Boabissia glanced at Hurtha, startled.

It is not unusual, of course, for a fellow to take a woman lightly, or for granted, until he learns of her interest to others, for example, what they are willing to pay for her.

Boabissia looked away from Hurtha then, swiftly, not daring to meet his eyes. She reddened in a wave of heat and helplessness from the roots of her hair to the tips of her toes.

Similarly, it is not unusual for a fellow not to think of a given woman in a sexual manner, or as an object of extreme desire, but when he sees her stripped, and as a slave, that changes instantly and dramatically.

"Please," she begged.

"Be silent," I said.

She was beautiful, and her life had changed. She must learn to endure slave scrutiny. Later she would perhaps learn to revel in it, brazenly.

"I had thought," said the fellow, viewing her, "that the caravan had been a total loss. I see now that I was mistaken.

She stood before us, viewed.

"I lost a mere infant," he said. "I am returned a beautiful slave."

She choked back a sob.

"Some gratuity, or reward, is surely in order," he said.

"None is necessary." I said.

"But consider the savings I have effected on feed alone," he said.

(pg. 305) "Come now," I said. "Table scraps and slave gruel are not that expensive."

"I insist," he said.

"As you will," I said.

Boabissia regarded me with horror.

"You are more than generous," I said.

"Indeed," said Hurtha, approvingly. In my palm lay a silver tarsk. I put it in my pouch. Boabissia moaned.

He then reached to the small bell on his desk, and shook it, twice.

"I assume," I said, "in the light of the special circumstances of her case, she is not to be treated as a runaway slave."

"No," he said. "Or, certainly not at present, at least." Then he looked at the girl. "You do understand, however, do you not, my dear, the typical penalties for a runaway slave?"

She nodded, numbly.

"Excellent," he said.

"If I may be so bold," I said, "I would advocate a certain modest latitude, at least for a day or two, in her initial training. You must understand that she has, for many years, regarded herself as a free woman."

"Interesting," he said.

"Too," I said, "not only has she regarded herself as a free woman, but she has behaved as one, and has affected the airs of one."

"That is very serious, my dear," said the man.

At that moment a lithe, sinewy fellow entered, doubtless in response to the sound of the bell a few moments earlier. He whose office it was gestured toward Boabissia.
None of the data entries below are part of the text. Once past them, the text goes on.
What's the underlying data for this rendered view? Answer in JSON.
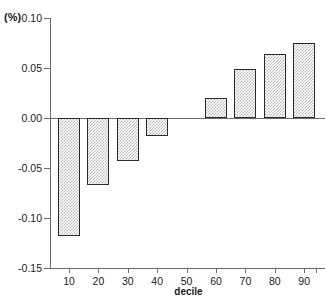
{
  "chart_data": {
    "type": "bar",
    "title": "",
    "subtitle": "",
    "xlabel": "decile",
    "ylabel": "(%)",
    "categories": [
      "10",
      "20",
      "30",
      "40",
      "50",
      "60",
      "70",
      "80",
      "90"
    ],
    "values": [
      -0.118,
      -0.067,
      -0.043,
      -0.018,
      0.0,
      0.02,
      0.049,
      0.064,
      0.075
    ],
    "series": [
      {
        "name": "",
        "values": [
          -0.118,
          -0.067,
          -0.043,
          -0.018,
          0.0,
          0.02,
          0.049,
          0.064,
          0.075
        ]
      }
    ],
    "ylim": [
      -0.15,
      0.1
    ],
    "yticks": [
      0.1,
      0.05,
      0.0,
      -0.05,
      -0.1,
      -0.15
    ],
    "ytick_labels": [
      "0.10",
      "0.05",
      "0.00",
      "-0.05",
      "-0.10",
      "-0.15"
    ],
    "xtick_labels": [
      "10",
      "20",
      "30",
      "40",
      "50",
      "60",
      "70",
      "80",
      "90"
    ],
    "grid": false,
    "legend": null,
    "legend_position": "none",
    "annotations": [],
    "bar_fill": "#b9b9b9",
    "bar_edge": "#2a2a2a",
    "axis_color": "#6d6d6d",
    "background": "#ffffff"
  },
  "axes": {
    "y_unit_label": "(%)",
    "x_axis_title": "decile"
  }
}
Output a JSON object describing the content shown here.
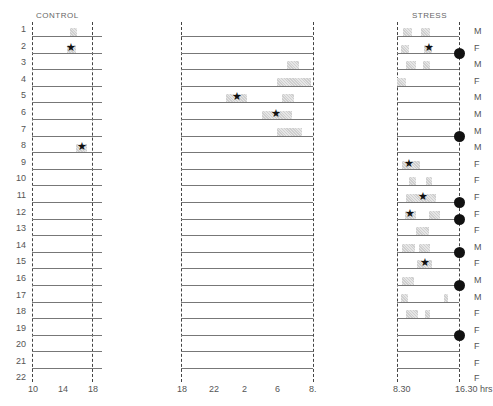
{
  "figure": {
    "panels": [
      {
        "id": "control",
        "title": "CONTROL",
        "x_ticks": [
          "10",
          "14",
          "18"
        ]
      },
      {
        "id": "night",
        "title": "",
        "x_ticks": [
          "18",
          "22",
          "2",
          "6",
          "8."
        ]
      },
      {
        "id": "stress",
        "title": "STRESS",
        "x_ticks": [
          "8.30",
          "16.30 hrs"
        ]
      }
    ],
    "row_labels": [
      "1",
      "2",
      "3",
      "4",
      "5",
      "6",
      "7",
      "8",
      "9",
      "10",
      "11",
      "12",
      "13",
      "14",
      "15",
      "16",
      "17",
      "18",
      "19",
      "20",
      "21",
      "22"
    ],
    "stress_sex": [
      "M",
      "F",
      "M",
      "F",
      "M",
      "M",
      "M",
      "M",
      "F",
      "F",
      "F",
      "F",
      "F",
      "M",
      "F",
      "M",
      "M",
      "F",
      "F",
      "F",
      "F",
      "F"
    ]
  },
  "chart_data": {
    "type": "timeline",
    "title": "",
    "panels": [
      {
        "name": "CONTROL",
        "x_range": [
          10,
          18
        ],
        "x_ticks": [
          10,
          14,
          18
        ],
        "events": [
          {
            "row": 1,
            "start": 15.0,
            "end": 16.0,
            "star": false
          },
          {
            "row": 2,
            "start": 14.6,
            "end": 15.8,
            "star": true,
            "star_at": 15.2
          },
          {
            "row": 8,
            "start": 15.8,
            "end": 17.3,
            "star": true,
            "star_at": 16.6
          }
        ]
      },
      {
        "name": "NIGHT",
        "x_range": [
          18,
          32
        ],
        "x_ticks": [
          "18",
          "22",
          "2",
          "6",
          "8"
        ],
        "events": [
          {
            "row": 3,
            "start": 29.2,
            "end": 30.5,
            "star": false
          },
          {
            "row": 4,
            "start": 28.2,
            "end": 31.8,
            "star": false
          },
          {
            "row": 5,
            "start": 22.8,
            "end": 25.0,
            "star": true,
            "star_at": 23.9
          },
          {
            "row": 5,
            "start": 28.7,
            "end": 30.0,
            "star": false
          },
          {
            "row": 6,
            "start": 26.6,
            "end": 29.8,
            "star": true,
            "star_at": 28.1
          },
          {
            "row": 7,
            "start": 28.2,
            "end": 30.8,
            "star": false
          }
        ]
      },
      {
        "name": "STRESS",
        "x_range": [
          8.5,
          16.5
        ],
        "x_ticks": [
          "8.30",
          "16.30"
        ],
        "x_unit": "hrs",
        "events": [
          {
            "row": 1,
            "start": 9.3,
            "end": 10.4,
            "star": false
          },
          {
            "row": 1,
            "start": 11.6,
            "end": 12.8,
            "star": false
          },
          {
            "row": 2,
            "start": 9.0,
            "end": 10.0,
            "star": false
          },
          {
            "row": 2,
            "start": 12.0,
            "end": 13.0,
            "star": true,
            "star_at": 12.6
          },
          {
            "row": 3,
            "start": 9.6,
            "end": 11.0,
            "star": false
          },
          {
            "row": 3,
            "start": 11.9,
            "end": 12.8,
            "star": false
          },
          {
            "row": 4,
            "start": 8.5,
            "end": 9.7,
            "star": false
          },
          {
            "row": 9,
            "start": 9.2,
            "end": 11.5,
            "star": true,
            "star_at": 10.1
          },
          {
            "row": 10,
            "start": 10.1,
            "end": 11.0,
            "star": false
          },
          {
            "row": 10,
            "start": 12.2,
            "end": 13.0,
            "star": false
          },
          {
            "row": 11,
            "start": 9.6,
            "end": 13.5,
            "star": true,
            "star_at": 11.8
          },
          {
            "row": 12,
            "start": 9.5,
            "end": 11.0,
            "star": true,
            "star_at": 10.2
          },
          {
            "row": 12,
            "start": 12.6,
            "end": 14.0,
            "star": false
          },
          {
            "row": 13,
            "start": 11.0,
            "end": 12.6,
            "star": false
          },
          {
            "row": 14,
            "start": 9.2,
            "end": 10.8,
            "star": false
          },
          {
            "row": 14,
            "start": 11.3,
            "end": 12.8,
            "star": false
          },
          {
            "row": 15,
            "start": 11.1,
            "end": 13.0,
            "star": true,
            "star_at": 12.1
          },
          {
            "row": 16,
            "start": 9.1,
            "end": 10.7,
            "star": false
          },
          {
            "row": 17,
            "start": 9.0,
            "end": 9.9,
            "star": false
          },
          {
            "row": 17,
            "start": 14.6,
            "end": 15.1,
            "star": false
          },
          {
            "row": 18,
            "start": 9.6,
            "end": 11.2,
            "star": false
          },
          {
            "row": 18,
            "start": 12.1,
            "end": 12.8,
            "star": false
          }
        ],
        "dots_rows": [
          2,
          7,
          11,
          12,
          14,
          16,
          19
        ]
      }
    ],
    "ylabel": "Subject",
    "grid": true,
    "legend": null
  }
}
Her hands were drawn behind her, and braceleted behind her back.

"But she did not understand she was not free, really," I said.

Boabissia pulled against the bracelets, weakly.

"She came here unveiled," said the man.

"True," I said. "But the Alar women do not veil themselves."

"She thought she was an Alar?" asked the man.

(pg. 306) "She was accustomed to thinking of herself in that way," I said.

"But she should have known from her body she was not of the Alars," he said. "She is not a tall, strapping woman. Look at her. She is short, and luscious, and cuddly, and exquisitely feminine. That is the body of a woman of the cities or towns, and, if I may note the fact, it is a typical slave's body."

"True," I said.

"And what was her attitude toward female slaves?" he asked.

"She held herself immeasurably superior to them," I said. "She despised them. She hated them, and held them in great contempt."